A Q&A session with Jin Liqun

Few people have done more to promote Chinese soft power than Jin Liqun. When the outgoing head of the China-led Asian Infrastructure Investment Bank was named head of the fledgling institution a decade ago, the Obama administration tried to dissuade U.S. allies from joining. They did it anyway, and under Jin’s leadership, the AIIB established itself as a credible and respected multinational lender with an internationally diverse staff.

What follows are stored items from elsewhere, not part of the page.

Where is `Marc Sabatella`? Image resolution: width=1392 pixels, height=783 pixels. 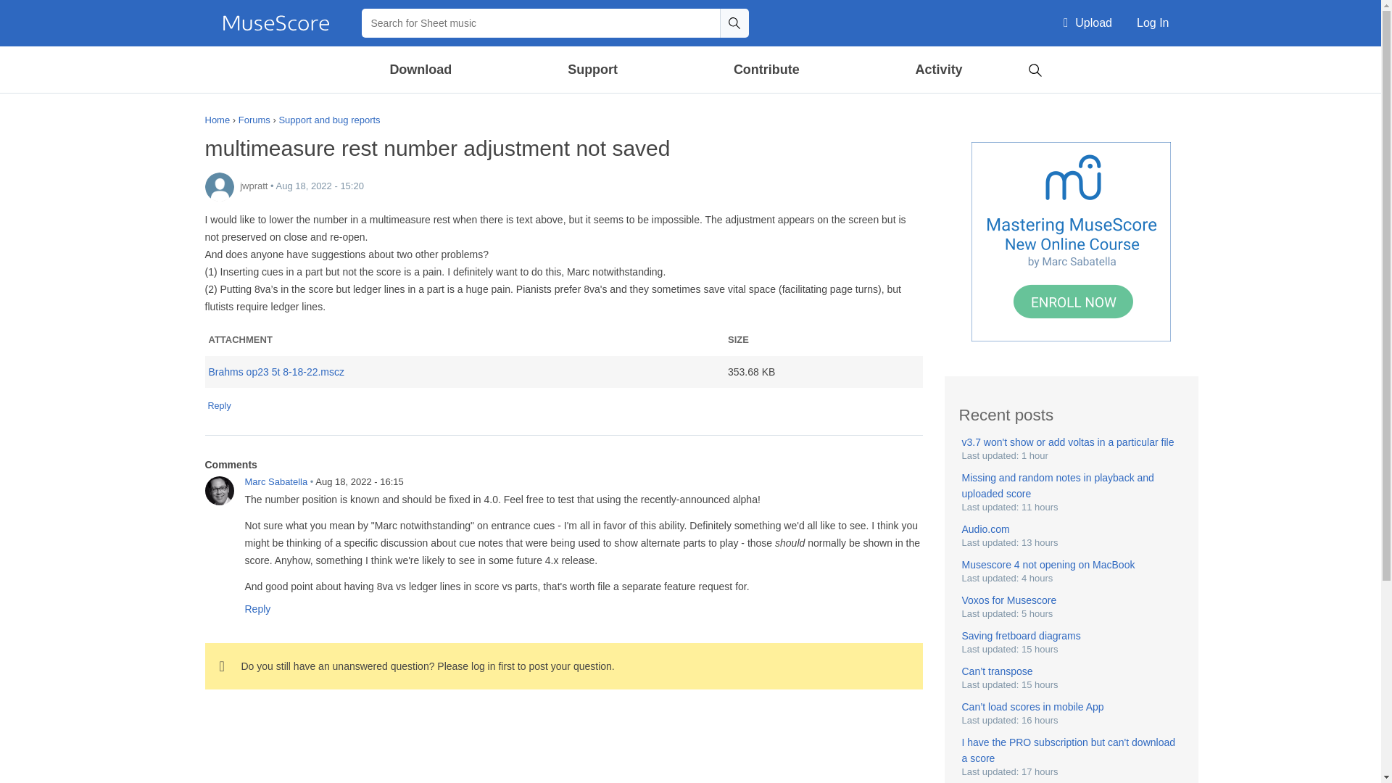 Marc Sabatella is located at coordinates (219, 490).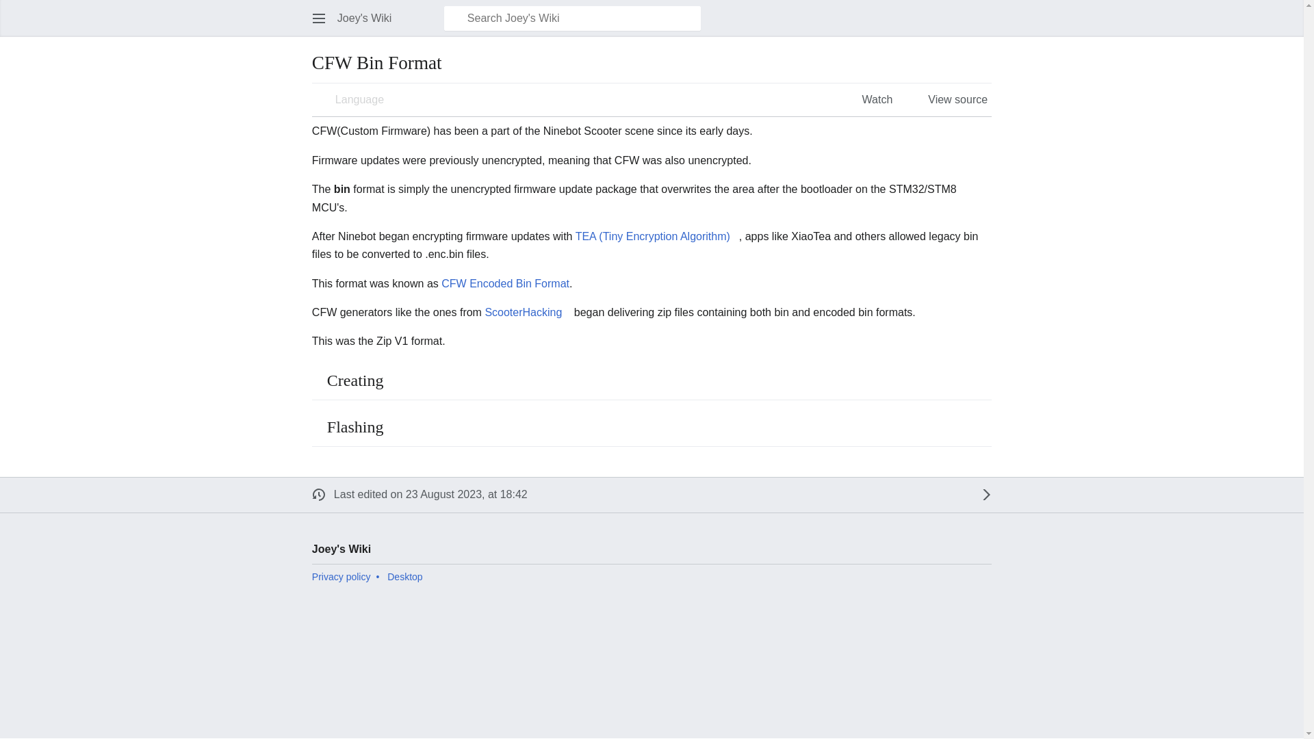 This screenshot has width=1314, height=739. I want to click on CFW Encoded Bin Format, so click(505, 283).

In a farewell conversation with Andrew PeapleJin talks about the AIIB’s relationship with the Chinese Communist Party, lending to more projects beyond Asia, and the bank’s decision to freeze lending to projects in Russia and Belarus after Vladimir Putin’s invasion of Ukraine.
Jin Liqun
Illustration by Lauren Crow

How China is weakening the renminbi
China is quietly using its state banks to weaken the renminbi, Brad Setser writes in this week’s editorial. This has allowed the country’s trade surplus to exceed $1 trillion this year, despite the imposition of US tariffs. It is high time, he says, for the Trump administration to act.